A detailed study of NZ’s major imports (1988–1997) finds partial first‑quarter responses and incomplete pass‑through for specific products, while aggregated imports show faster, more complete pass‑through; even then, transmission from import prices to CPI is diluted by distribution margins, wages, and non‑tradable components.

More recent RBNZ practice explicitly treats the direct price effects of exchange‑rate swings as largely transitory “noise” and does not automatically offset them with interest‑rate changes, on the assumption that such shocks wash out unless they trigger second‑round effects in wages and expectations.

Is the government’s own FX demand an important driver?

In a small open economy such as NZ, total FX turnover is dominated by private trade, portfolio flows, and speculative/hedging activity; government goods imports are a tiny fraction of daily FX market volume and are typically executed via banks that net flows and hedge in deep markets.

As a result, the incremental FX demand associated with the government’s import program is not large enough to be reliably separable from “forex noise” generated by private flows and speculation; empirically, studies discuss pass‑through from exchange‑rate movements in general, not from official‑sector purchases as a distinct driver.

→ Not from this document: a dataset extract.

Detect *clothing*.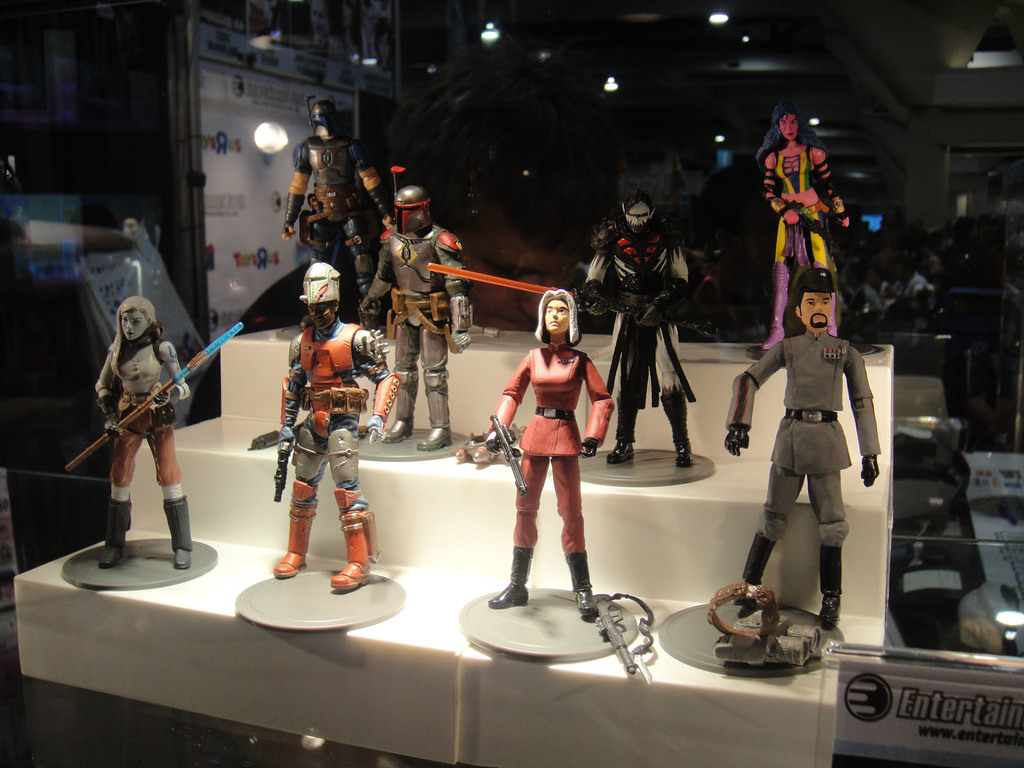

The inflation‑relevant variable is the exchange rate itself and how much of its movement passes through into domestic prices, not who triggered marginal trades; central banks model pass‑through from the observed nominal exchange rate path and usually treat government purchases as macro‑trivially small relative to market depth.

From an MMT perspective: since the state, especially on a floating exchange rate, does not run out of foreign currency in a mechanical sense; the binding constraint is still the real terms at which it can exchange its own liabilities for foreign goods and assets. That constraint shows up as shifts in the exchange rate and the associated (modest, empirically partial) import‑price pass‑through, not as a discrete, independently measurable government FX‑import inflation channel separate from the broader exchange‑rate process.

Why would we say “especially on a floating exchange rate”?

Well, that’s just Repolitik. On a fixed exchange rate regime NZ can still swap as many NZD for any foreign currency needed to clear payments, but with weak exports may suffer politically undesirable domestic inflation, at least one-off upwards price adjustment. The voting electorate is badly educated, and prefer to see unemployment rather than some price adjustments, even when their wages are going up to match! It’s an horrific mental disease.

But this is onyl a psychological constraint, it is not a monetary operations constraint. THe NZ government can still, always and at all times, ensure full non- 🅱𝘂𝓵🅛🅂𝖍𝗶🅃 job employment, and enjoy a decent standard of living, free from precarity for all. Why don’t we?